Now – a grateful glance behind
Then – in promise anew us bind
To study, both in life and mind,
To progress, blazing roads to find –
To foundations lay, of truth and light!
Perhaps the union of the seventeenth and nineteenth centuries in the scepters is, in fact, a strength? A visible sign that Lund University has a long and varied past that leads us into a bright future? If nothing else, that is what I will try to think when I see the scepters’ stars “shine so bright” with their divine and human wisdom before the Vice-Chancellor at the University’s ceremonies. May they continue to inspire the University and its staff in the years to come.
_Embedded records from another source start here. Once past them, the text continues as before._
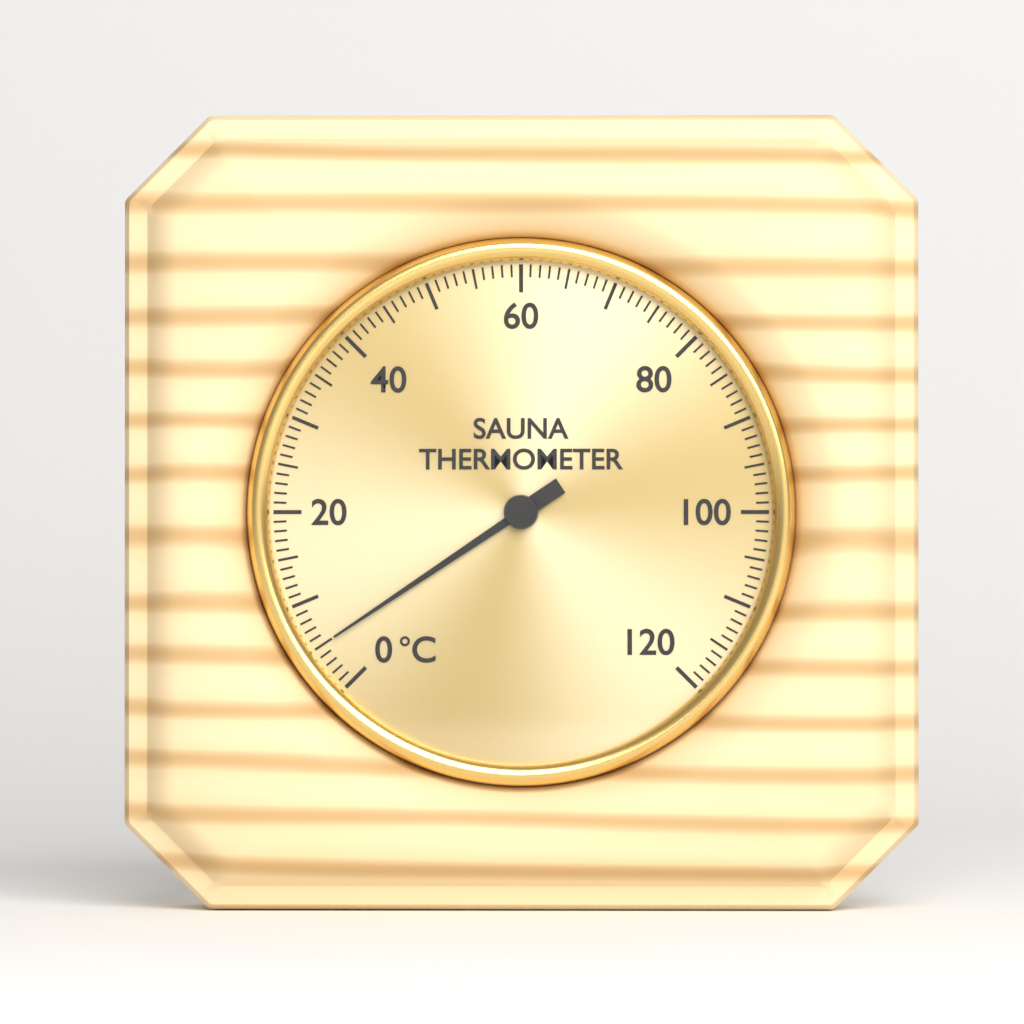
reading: 5 °C
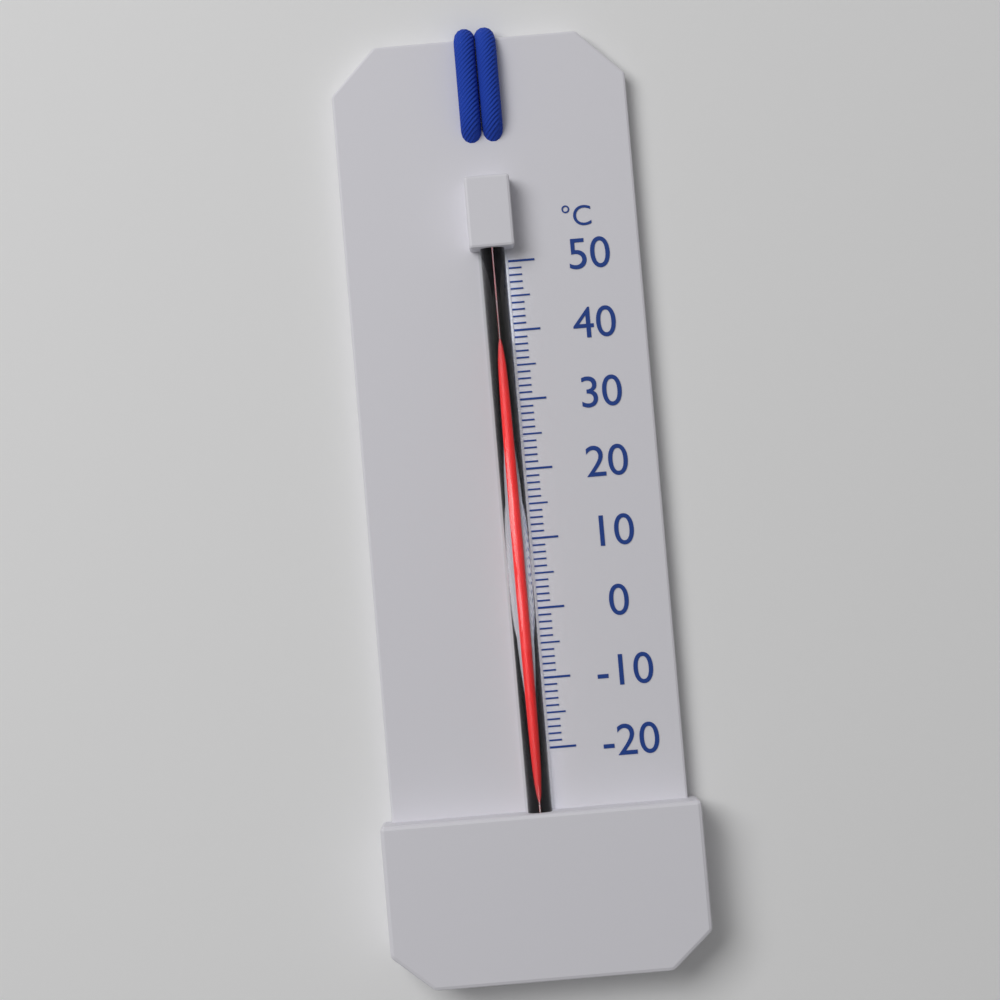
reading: 39 °C
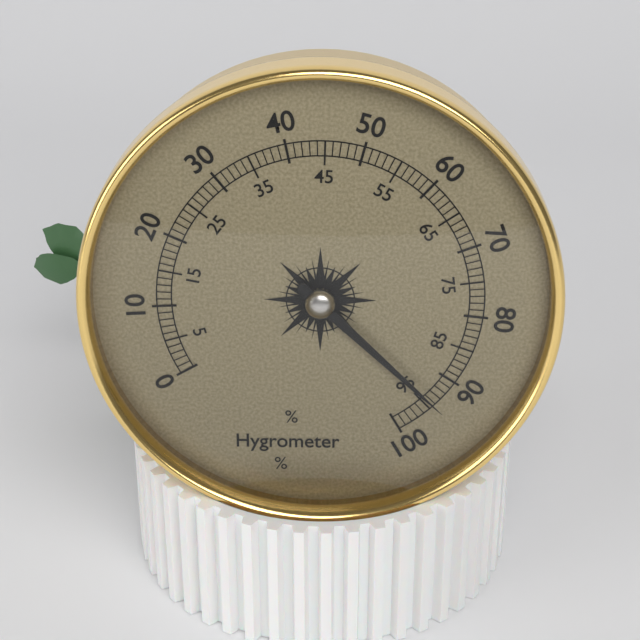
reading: 94 %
And with that, I wish you all a Merry Christmas. If you like, feel free to put a star atop your tree.
Henrik Ullstad
Archivist at the University Archives
The author wishes to express his sincere gratitude towards Lukas Sjöström, Per Stobæus och Fredrik Tersmeden for valuable input, and to the Office of Special Events and Protocol, without whose initial question this article would never have been written.
P.S. These days, invoices at Lund University are destroyed after 17 years. O tempora, o mores!